In
Rainbows End Vernor Vinge describes an example of Augmented reality, where everyone wears VR glasses or contact lenses and see the real world overlaid with helpful informational popups, virtual characters, improved architecture, or alternative fantasy landscapes with gryphons wherever a bus is, etc.
Other authors have taken the idea further, and assume people will move permanently in a semi-virtual world overlaid on reality. Others have taken the idea less far and imagined only occasional non-realistic information pop-ups.
When I read this, I imagined it being in a futuristic future 30-100 years ahead. But now I suddenly realise that with google street view we could buid it *right now*. Not with fully-fledged alternate worlds and full-time immersion (which may well be a red herring), but something with the same basis. It seems like there are notable engineering challenges left but not necessarily any _conceptual_ challenges. Imagine needing:
1. A smart-phone with GPS which can find all google streetview images within (?) metres and let the user scroll between them
2. A wiki-like system for creating (one or multiple) overlays of streetview image that can be edited from a computer
3. Lots and lots of bandwidth
3. Image matching to turn an image from the phone's camera into the corresponding overlay
4. Separate overlays for different purposes, eg. one designed for owners of property depicted, one for a community "decorate the world to look like the discworld" project, one for friends-of-friends-of-friends, one for travel guides, one for everyone etc.
5. Automatic alerts for various information.
Imagine being able to just hold your smartphone up to a restaurant and on the screen see the same thing, but with "warning, overpriced" scrawled on it or up to the colleseum and see someone's painting of it as the original, or up to a complicated junction and see a big highlight on the correct path to take!
Obviously that's a lot of work, there's no reason for it to happen like that, but it feels possible, which is scary in itself!
And if it DID work, it would be easy to get people to submit further photos of streets (to cut the dependency on google) and of countryside, interiors, etc.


- [What is needed]: The reply must repeat the listing below exactly and carry none of its pictures.

----

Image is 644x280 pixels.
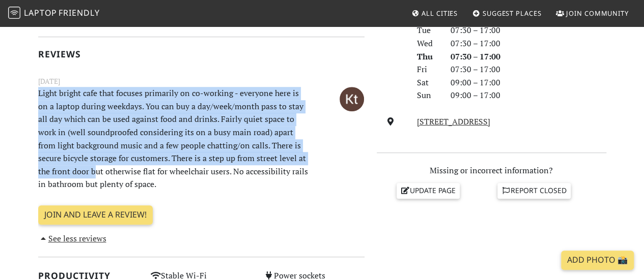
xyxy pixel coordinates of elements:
[444,24,613,37] div: 07:30 – 17:00
[444,50,613,64] div: 07:30 – 17:00
[552,4,632,22] a: Join Community
[444,37,613,50] div: 07:30 – 17:00
[397,183,459,199] a: Update page
[24,7,57,18] span: Laptop
[416,116,490,127] a: [STREET_ADDRESS]
[32,87,314,191] p: Light bright cafe that focuses primarily on co-working - everyone here is on a laptop during week...
[411,76,444,89] div: Sat
[483,9,542,18] span: Suggest Places
[497,183,571,199] a: Report closed
[8,4,99,22] a: LaptopFriendly LaptopFriendly
[411,50,444,64] div: Thu
[39,49,365,59] h2: Reviews
[39,233,107,244] a: See less reviews
[566,9,629,18] span: Join Community
[376,165,606,177] p: Missing or incorrect information?
[8,6,21,19] img: LaptopFriendly
[411,89,444,102] div: Sun
[444,63,613,76] div: 07:30 – 17:00
[561,250,633,270] a: Add Photo 📸
[339,87,364,111] img: 2708-kt.jpg
[32,76,371,87] small: [DATE]
[444,89,613,102] div: 09:00 – 17:00
[444,76,613,89] div: 09:00 – 17:00
[39,206,152,225] a: Join and leave a review!
[408,4,461,22] a: All Cities
[411,63,444,76] div: Fri
[58,7,99,18] span: Friendly
[421,9,458,18] span: All Cities
[411,24,444,37] div: Tue
[339,92,364,104] span: Kt G
[468,4,545,22] a: Suggest Places
[411,37,444,50] div: Wed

----

- [Completed task]:
Image is 644x280 pixels.
xyxy pixel coordinates of elements:
[444,24,613,37] div: 07:30 – 17:00
[444,50,613,64] div: 07:30 – 17:00
[552,4,632,22] a: Join Community
[444,37,613,50] div: 07:30 – 17:00
[397,183,459,199] a: Update page
[24,7,57,18] span: Laptop
[416,116,490,127] a: [STREET_ADDRESS]
[32,87,314,191] p: Light bright cafe that focuses primarily on co-working - everyone here is on a laptop during week...
[411,76,444,89] div: Sat
[483,9,542,18] span: Suggest Places
[497,183,571,199] a: Report closed
[8,4,99,22] a: LaptopFriendly LaptopFriendly
[411,50,444,64] div: Thu
[39,49,365,59] h2: Reviews
[39,233,107,244] a: See less reviews
[566,9,629,18] span: Join Community
[376,165,606,177] p: Missing or incorrect information?
[8,6,21,19] img: LaptopFriendly
[411,89,444,102] div: Sun
[444,63,613,76] div: 07:30 – 17:00
[561,250,633,270] a: Add Photo 📸
[339,87,364,111] img: 2708-kt.jpg
[32,76,371,87] small: [DATE]
[444,89,613,102] div: 09:00 – 17:00
[444,76,613,89] div: 09:00 – 17:00
[39,206,152,225] a: Join and leave a review!
[408,4,461,22] a: All Cities
[411,63,444,76] div: Fri
[58,7,99,18] span: Friendly
[421,9,458,18] span: All Cities
[411,24,444,37] div: Tue
[339,92,364,104] span: Kt G
[468,4,545,22] a: Suggest Places
[411,37,444,50] div: Wed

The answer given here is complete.